Reputation: 87
I'd like to make a generic function for std::stoi, std::stof, std::stod etc.. like:
// std::string -> int
std::string str = "1000000";
int i = to_numeric<int>(str);
// std::string -> long
std::string str = "100000000000";
long i = to_numeric<long>(str);
// std::string -> float
std::string str = "10000.1";
float i = to_numeric<float>(str);
But I do not know how to make the partial specialization:
template<class T>
int to_numeric(const std::string &str, size_t *pos = 0, int base = 10) {
return std::stol(str, pos, base);
};
template<>
long to_numeric<long>(const std::string &str, size_t *pos, base) {
return std::stol(str, pos, base);
};
template<>
float to_numeric<float>(const std::string &str, size_t *pos) {
return std::stof(str, pos);
};
// .....
Errors:
to_numeric.cpp:76:79: error: default argument specified in explicit specialization [-fpermissive]
to_numeric.cpp:76:12: error: template-id 'to_numeric<float>' for 'float to_numeric(const string&, size_t*)' does not match any template declaration
make: *** [build] Error 1
Upvotes: 6
Views: 1007
Reputation: 409364
To start with, you have to make the non-specialized template function fully templated. That means you have to make the return type T
. I also recommend that this non-specialized function doesn't do anything more than return e.g. T()
(since it isn't specialized and don't know what function to call).
To continue, the to_numeric<float>
specialization needs to have the same arguments as the non-specialized function, so you need to add the dummy base
argument.
Upvotes: 2
Reputation: 153955
You specify a primary template which takes three arguments (str
, pos
, and base
) but you try to specialize it with function templates taking just one argument. Clearly, this doesn't work: The specializations need to match the primary template.
Partial specializations of function templates are not [yet?] supported. If you need a partially specialized function template you need to do the partial specialization indirectly: You'd delegate to a class template and partially specialized that. The class template may have just one static
function. Of course, in your example you don't use partial specialization but full specialization.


• **HOW TO COMPLETE THIS TASK**: Where an image occurs, skip it and print the rest of the records verbatim.

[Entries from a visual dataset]
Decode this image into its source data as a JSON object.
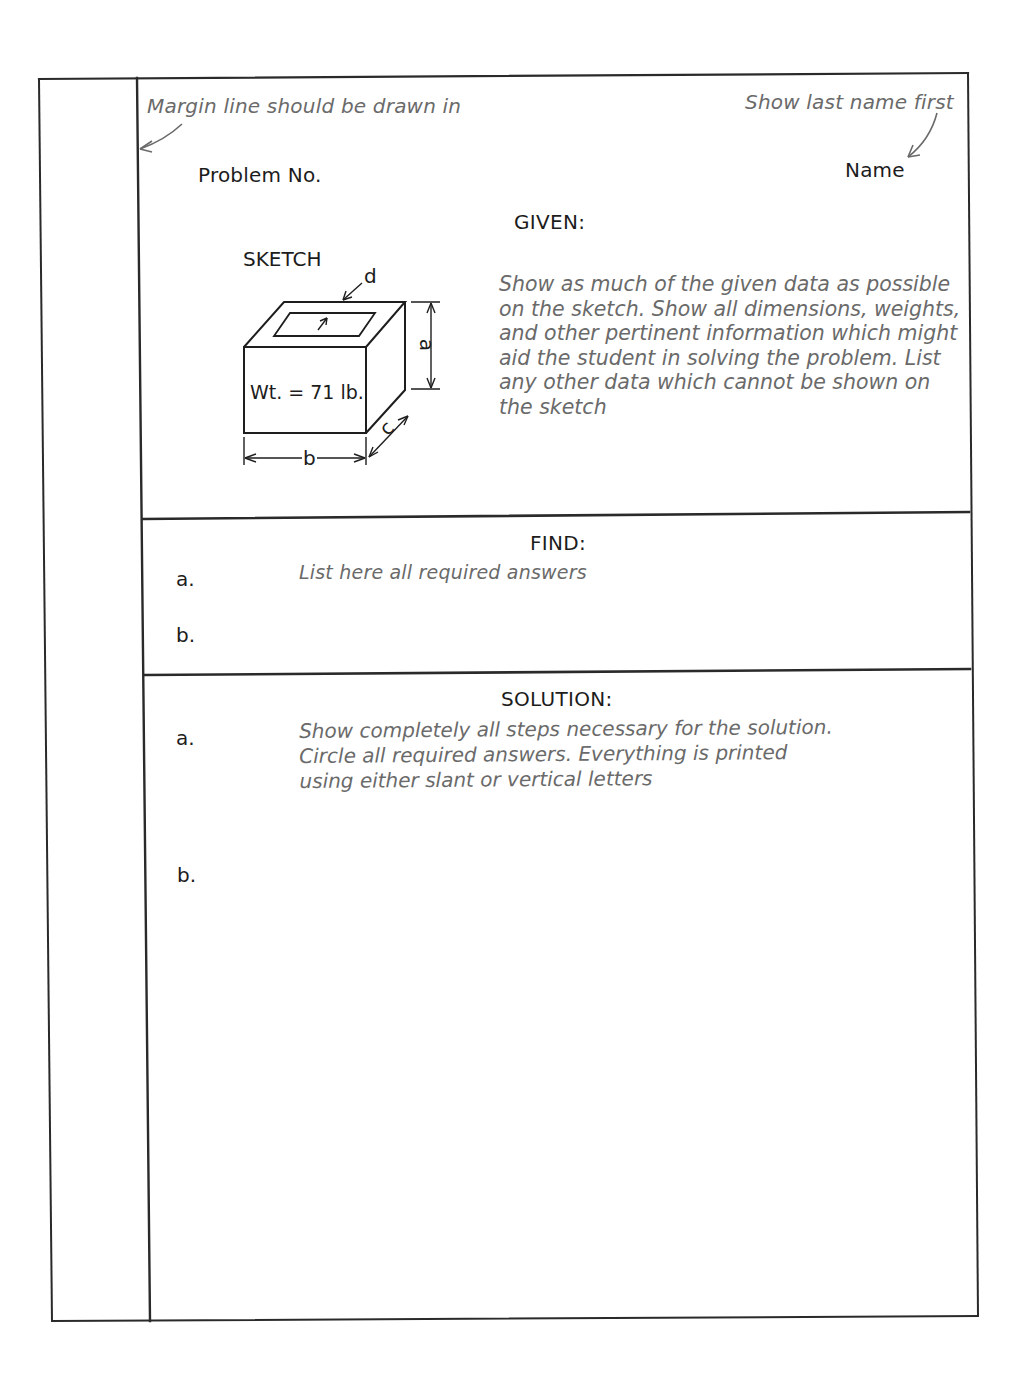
{
  "header": {
    "margin_note": "Margin line should be drawn in",
    "name_note": "Show last name first",
    "problem_label": "Problem No.",
    "name_label": "Name"
  },
  "given": {
    "heading": "GIVEN:",
    "sketch_label": "SKETCH",
    "sketch": {
      "weight_label": "Wt. = 71 lb.",
      "dimensions": {
        "a": "a",
        "b": "b",
        "c": "c",
        "d": "d"
      }
    },
    "instructions": [
      "Show as much of the given data as possible",
      "on the sketch. Show all dimensions, weights,",
      "and other pertinent information which might",
      "aid the student in solving the problem. List",
      "any other data which cannot be shown on",
      "the sketch"
    ]
  },
  "find": {
    "heading": "FIND:",
    "items": [
      {
        "label": "a.",
        "text": "List here all required answers"
      },
      {
        "label": "b.",
        "text": ""
      }
    ]
  },
  "solution": {
    "heading": "SOLUTION:",
    "items": [
      {
        "label": "a."
      },
      {
        "label": "b."
      }
    ],
    "instructions": [
      "Show completely all steps necessary for the solution.",
      "Circle all required answers. Everything is printed",
      "using either slant or vertical letters"
    ]
  },
  "colors": {
    "ink": "#1c1c1c",
    "note_gray": "#6a6a6a",
    "rule": "#2a2a2a"
  }
}
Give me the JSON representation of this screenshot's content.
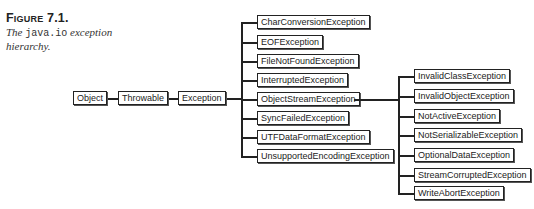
{
  "caption": {
    "figure_label": "Figure 7.1.",
    "text_prefix": "The ",
    "text_code": "java.io",
    "text_suffix": " exception hierarchy."
  },
  "diagram": {
    "type": "class-hierarchy",
    "chain": [
      "Object",
      "Throwable",
      "Exception"
    ],
    "exception_subclasses": [
      "CharConversionException",
      "EOFException",
      "FileNotFoundException",
      "InterruptedException",
      "ObjectStreamException",
      "SyncFailedException",
      "UTFDataFormatException",
      "UnsupportedEncodingException"
    ],
    "objectstream_subclasses": [
      "InvalidClassException",
      "InvalidObjectException",
      "NotActiveException",
      "NotSerializableException",
      "OptionalDataException",
      "StreamCorruptedException",
      "WriteAbortException"
    ],
    "line_color": "#222222",
    "box_border_color": "#222222"
  }
}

• **ANSWER BOX**:
Decode this image into its source data as a JSON object.
{
  "header": {
    "margin_note": "Margin line should be drawn in",
    "name_note": "Show last name first",
    "problem_label": "Problem No.",
    "name_label": "Name"
  },
  "given": {
    "heading": "GIVEN:",
    "sketch_label": "SKETCH",
    "sketch": {
      "weight_label": "Wt. = 71 lb.",
      "dimensions": {
        "a": "a",
        "b": "b",
        "c": "c",
        "d": "d"
      }
    },
    "instructions": [
      "Show as much of the given data as possible",
      "on the sketch. Show all dimensions, weights,",
      "and other pertinent information which might",
      "aid the student in solving the problem. List",
      "any other data which cannot be shown on",
      "the sketch"
    ]
  },
  "find": {
    "heading": "FIND:",
    "items": [
      {
        "label": "a.",
        "text": "List here all required answers"
      },
      {
        "label": "b.",
        "text": ""
      }
    ]
  },
  "solution": {
    "heading": "SOLUTION:",
    "items": [
      {
        "label": "a."
      },
      {
        "label": "b."
      }
    ],
    "instructions": [
      "Show completely all steps necessary for the solution.",
      "Circle all required answers. Everything is printed",
      "using either slant or vertical letters"
    ]
  },
  "colors": {
    "ink": "#1c1c1c",
    "note_gray": "#6a6a6a",
    "rule": "#2a2a2a"
  }
}
Give me the JSON representation of this screenshot's content.
{
  "caption": {
    "figure_label": "Figure 7.1.",
    "text_prefix": "The ",
    "text_code": "java.io",
    "text_suffix": " exception hierarchy."
  },
  "diagram": {
    "type": "class-hierarchy",
    "chain": [
      "Object",
      "Throwable",
      "Exception"
    ],
    "exception_subclasses": [
      "CharConversionException",
      "EOFException",
      "FileNotFoundException",
      "InterruptedException",
      "ObjectStreamException",
      "SyncFailedException",
      "UTFDataFormatException",
      "UnsupportedEncodingException"
    ],
    "objectstream_subclasses": [
      "InvalidClassException",
      "InvalidObjectException",
      "NotActiveException",
      "NotSerializableException",
      "OptionalDataException",
      "StreamCorruptedException",
      "WriteAbortException"
    ],
    "line_color": "#222222",
    "box_border_color": "#222222"
  }
}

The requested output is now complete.